Integrated Equity Applications After Sarbanes–Oxley
Price
Free (open access)
Transaction
Volume
43
Pages
10
Published
2006
Size
661 kb
Paper DOI
10.2495/CF060081
Copyright
WIT Press
Author(s)
O. Criner & E. Kindred
Abstract
Primary among the requirements of the Sarbanes–Oxley legislation are that chief executive officers and chief financial officers certify the accuracy of their corporations’ financial statements. This act spawned a thrust to complete total accounting systems with end-to-end financial audit capabilities. The federal government’s use of XML and XBRL will eventually be extended to require that all public companies file all forms and reports with them using XML or XBRL. The Securities and Exchange Commission (SEC) is currently accepting XBRL filings from corporations on a voluntary basis. The potential improvement and analytical capability offered by this new environment requires the planning and implementation of new software for computational science research. This paper discusses the technological convergence that allows the implementation of systems that more accurately and rapidly monitor the performance of public companies through their SEC filings and news events. Keywords: Sarbanes–Oxley, XBRL, XML, computational modelling, accounting data integrity, financial forensic analysis. 1 Background The Sarbanes–Oxley Act was passed by the United States Congress in the aftermath of several corporate scandals involving large public corporations during and after 2001. This research topic became of interest to the senior author because of his involvement as a juror in one of the high profile trials of that time. Several questions arose during that trial concerning the accuracy of accounting information, accounting procedures that thwarted transparency, the integrity of corporate financial data, and the uses and limitations of mathematical and
Keywords
Sarbanes–Oxley, XBRL, XML, computational modelling, accounting data integrity, financial forensic analysis.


Exercise prompt -
Locate all lines in the data below that hold "subscript" and show them.
START Extracted material
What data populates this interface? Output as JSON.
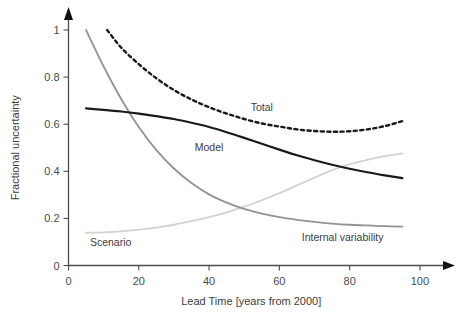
{
  "chart_data": {
    "type": "line",
    "title": "",
    "subtitle": "",
    "xlabel": "Lead Time [years from 2000]",
    "ylabel": "Fractional uncertainty",
    "xlim": [
      0,
      104
    ],
    "ylim": [
      0,
      1.08
    ],
    "grid": false,
    "legend_position": "inline-annotations",
    "xticks": [
      0,
      20,
      40,
      60,
      80,
      100
    ],
    "xtick_labels": [
      "0",
      "20",
      "40",
      "60",
      "80",
      "100"
    ],
    "yticks": [
      0,
      0.2,
      0.4,
      0.6,
      0.8,
      1
    ],
    "ytick_labels": [
      "0",
      "0.2",
      "0.4",
      "0.6",
      "0.8",
      "1"
    ],
    "x": [
      5,
      10,
      15,
      20,
      25,
      30,
      35,
      40,
      45,
      50,
      55,
      60,
      65,
      70,
      75,
      80,
      85,
      90,
      95
    ],
    "series": [
      {
        "name": "Total",
        "label": "Total",
        "color": "#1a1a1a",
        "style": "dashed",
        "width": 2.4,
        "x": [
          11,
          15,
          20,
          25,
          30,
          35,
          40,
          45,
          50,
          55,
          60,
          65,
          70,
          75,
          80,
          85,
          90,
          95
        ],
        "values": [
          1.0,
          0.925,
          0.855,
          0.795,
          0.745,
          0.705,
          0.672,
          0.645,
          0.622,
          0.603,
          0.59,
          0.578,
          0.571,
          0.568,
          0.57,
          0.578,
          0.592,
          0.613
        ],
        "label_x": 55,
        "label_y": 0.672
      },
      {
        "name": "Model",
        "label": "Model",
        "color": "#1a1a1a",
        "style": "solid",
        "width": 2.2,
        "x": [
          5,
          10,
          15,
          20,
          25,
          30,
          35,
          40,
          45,
          50,
          55,
          60,
          65,
          70,
          75,
          80,
          85,
          90,
          95
        ],
        "values": [
          0.667,
          0.661,
          0.654,
          0.645,
          0.634,
          0.622,
          0.606,
          0.588,
          0.566,
          0.542,
          0.517,
          0.492,
          0.468,
          0.447,
          0.428,
          0.411,
          0.396,
          0.383,
          0.371
        ],
        "label_x": 40,
        "label_y": 0.505
      },
      {
        "name": "Scenario",
        "label": "Scenario",
        "color": "#939393",
        "style": "solid",
        "width": 1.8,
        "x": [
          5,
          10,
          15,
          20,
          25,
          30,
          35,
          40,
          45,
          50,
          55,
          60,
          65,
          70,
          75,
          80,
          85,
          90,
          95
        ],
        "values": [
          1.0,
          0.845,
          0.707,
          0.588,
          0.49,
          0.412,
          0.35,
          0.302,
          0.267,
          0.24,
          0.22,
          0.205,
          0.194,
          0.185,
          0.178,
          0.173,
          0.17,
          0.167,
          0.165
        ],
        "label_x": 12,
        "label_y": 0.098
      },
      {
        "name": "Internal variability",
        "label": "Internal variability",
        "color": "#d2d2d2",
        "style": "solid",
        "width": 1.8,
        "x": [
          5,
          10,
          15,
          20,
          25,
          30,
          35,
          40,
          45,
          50,
          55,
          60,
          65,
          70,
          75,
          80,
          85,
          90,
          95
        ],
        "values": [
          0.139,
          0.141,
          0.145,
          0.152,
          0.161,
          0.173,
          0.188,
          0.205,
          0.226,
          0.25,
          0.277,
          0.307,
          0.34,
          0.373,
          0.405,
          0.43,
          0.449,
          0.464,
          0.476
        ],
        "label_x": 78,
        "label_y": 0.122
      }
    ]
  },
  "axes": {
    "x_axis_name": "x-axis",
    "y_axis_name": "y-axis",
    "arrow_x": "arrow-right",
    "arrow_y": "arrow-up"
  },
  "colors": {
    "axis": "#4d4d4d",
    "text": "#3c3c3c",
    "tick_text": "#4a4a4a",
    "background": "#ffffff",
    "total": "#1a1a1a",
    "model": "#1a1a1a",
    "scenario": "#939393",
    "internal_variability": "#d2d2d2"
  }
}
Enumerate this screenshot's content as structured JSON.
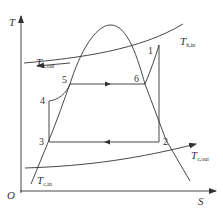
{
  "diagram": {
    "type": "T-S diagram",
    "axes": {
      "y_label": "T",
      "x_label": "S",
      "origin_label": "O"
    },
    "streams": {
      "hot_in": {
        "symbol": "T",
        "subscript": "h,in"
      },
      "hot_out": {
        "symbol": "T",
        "subscript": "h,out"
      },
      "cold_in": {
        "symbol": "T",
        "subscript": "c,in"
      },
      "cold_out": {
        "symbol": "T",
        "subscript": "c,out"
      }
    },
    "points": [
      "1",
      "2",
      "3",
      "4",
      "5",
      "6"
    ],
    "colors": {
      "line": "#333333",
      "background": "#ffffff"
    }
  }
}
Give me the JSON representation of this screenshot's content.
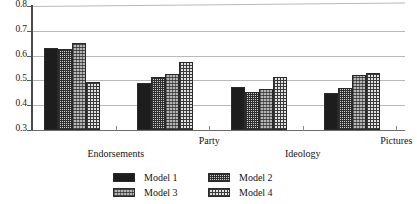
{
  "chart_data": {
    "type": "bar",
    "title": "",
    "xlabel": "",
    "ylabel": "",
    "ylim": [
      0.3,
      0.8
    ],
    "ytick_labels": [
      "0.8",
      "0.7",
      "0.6",
      "0.5",
      "0.4",
      "0.3"
    ],
    "ytick_values": [
      0.8,
      0.7,
      0.6,
      0.5,
      0.4,
      0.3
    ],
    "grid": true,
    "legend_position": "bottom",
    "categories": [
      "Endorsements",
      "Party",
      "Ideology",
      "Pictures"
    ],
    "series": [
      {
        "name": "Model 1",
        "pattern": "solid-black",
        "values": [
          0.632,
          0.49,
          0.475,
          0.45
        ]
      },
      {
        "name": "Model 2",
        "pattern": "fine-grid",
        "values": [
          0.625,
          0.512,
          0.455,
          0.47
        ]
      },
      {
        "name": "Model 3",
        "pattern": "gray-stipple",
        "values": [
          0.65,
          0.525,
          0.465,
          0.52
        ]
      },
      {
        "name": "Model 4",
        "pattern": "coarse-checker",
        "values": [
          0.495,
          0.573,
          0.515,
          0.528
        ]
      }
    ]
  },
  "legend": {
    "entries": [
      {
        "label": "Model 1"
      },
      {
        "label": "Model 2"
      },
      {
        "label": "Model 3"
      },
      {
        "label": "Model 4"
      }
    ]
  }
}
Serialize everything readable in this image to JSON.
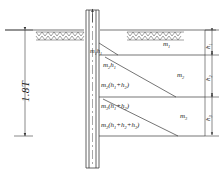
{
  "figure": {
    "type": "geotechnical-pile-soil-pressure-diagram"
  },
  "dimensions": {
    "overall_depth": {
      "label": "1.8T",
      "name": "overall-embedment-depth"
    },
    "layers": [
      {
        "label": "h",
        "sub": "1",
        "name": "layer-1-thickness"
      },
      {
        "label": "h",
        "sub": "2",
        "name": "layer-2-thickness"
      },
      {
        "label": "h",
        "sub": "3",
        "name": "layer-3-thickness"
      }
    ]
  },
  "soil_layers": [
    {
      "id": "layer-1",
      "modulus_label": "m",
      "modulus_sub": "1",
      "top_y": 30,
      "bottom_y": 55
    },
    {
      "id": "layer-2",
      "modulus_label": "m",
      "modulus_sub": "2",
      "top_y": 55,
      "bottom_y": 97
    },
    {
      "id": "layer-3",
      "modulus_label": "m",
      "modulus_sub": "3",
      "top_y": 97,
      "bottom_y": 136
    }
  ],
  "pressure_labels": [
    {
      "id": "p1",
      "text": "m",
      "sub1": "1",
      "tail": "h",
      "sub2": "1",
      "full": "m1h1"
    },
    {
      "id": "p2",
      "text": "m",
      "sub1": "2",
      "tail": "h",
      "sub2": "1",
      "full": "m2h1"
    },
    {
      "id": "p3",
      "text": "m",
      "sub1": "2",
      "tail": "(h",
      "sub2": "1",
      "tail2": "+h",
      "sub3": "2",
      "tail3": ")",
      "full": "m2(h1+h2)"
    },
    {
      "id": "p4",
      "text": "m",
      "sub1": "3",
      "tail": "(h",
      "sub2": "1",
      "tail2": "+h",
      "sub3": "2",
      "tail3": ")",
      "full": "m3(h1+h2)"
    },
    {
      "id": "p5",
      "text": "m",
      "sub1": "3",
      "tail": "(h",
      "sub2": "1",
      "tail2": "+h",
      "sub3": "2",
      "tail3": "+h",
      "sub4": "3",
      "tail4": ")",
      "full": "m3(h1+h2+h3)"
    }
  ],
  "ground": {
    "surface_label": "ground-surface-hatching",
    "y": 30
  },
  "colors": {
    "line": "#3a3a3a",
    "text": "#1a1a1a",
    "background": "#ffffff",
    "hatch": "#555555"
  }
}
END Extracted material
Answer space -
        "subscript": "h,in"
        "subscript": "h,out"
        "subscript": "c,in"
        "subscript": "c,out"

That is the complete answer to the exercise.